Saved entries
####
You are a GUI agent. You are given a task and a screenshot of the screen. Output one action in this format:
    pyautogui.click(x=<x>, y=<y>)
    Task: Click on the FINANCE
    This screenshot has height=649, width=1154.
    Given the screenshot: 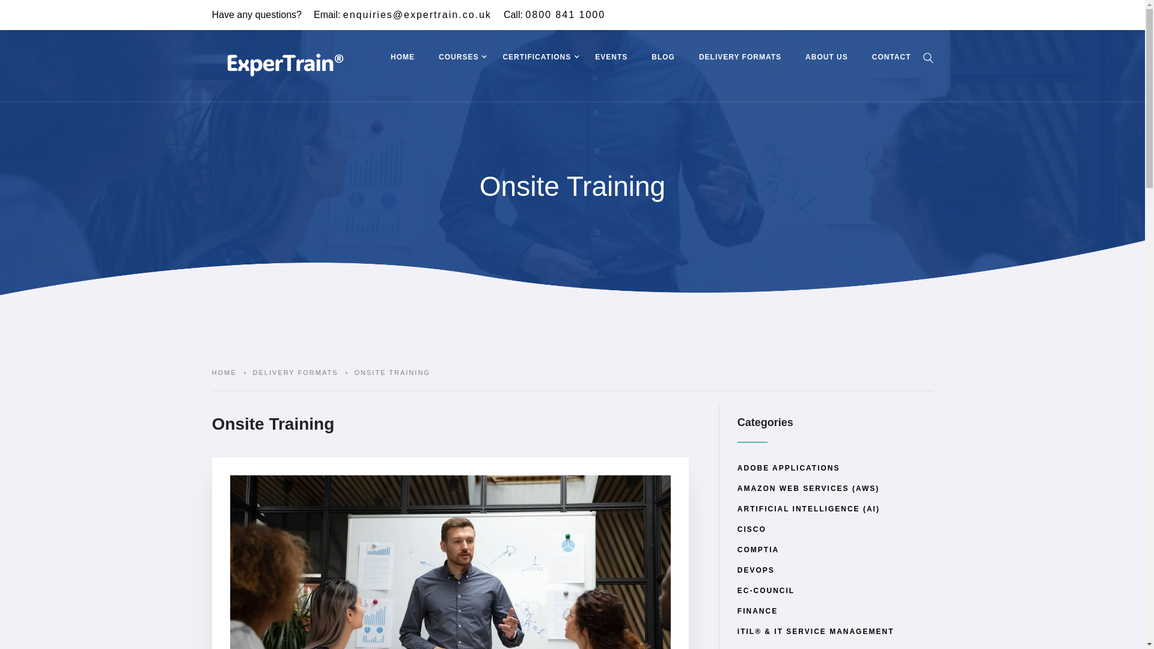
####
* TRY IT *
The reply must consist of the records, repeated exactly, minus any images.

* OUTPUT BELOW *
You are a GUI agent. You are given a task and a screenshot of the screen. Output one action in this format:
    pyautogui.click(x=<x>, y=<y>)
    Task: Click on the FINANCE
    This screenshot has height=649, width=1154.
    Given the screenshot: 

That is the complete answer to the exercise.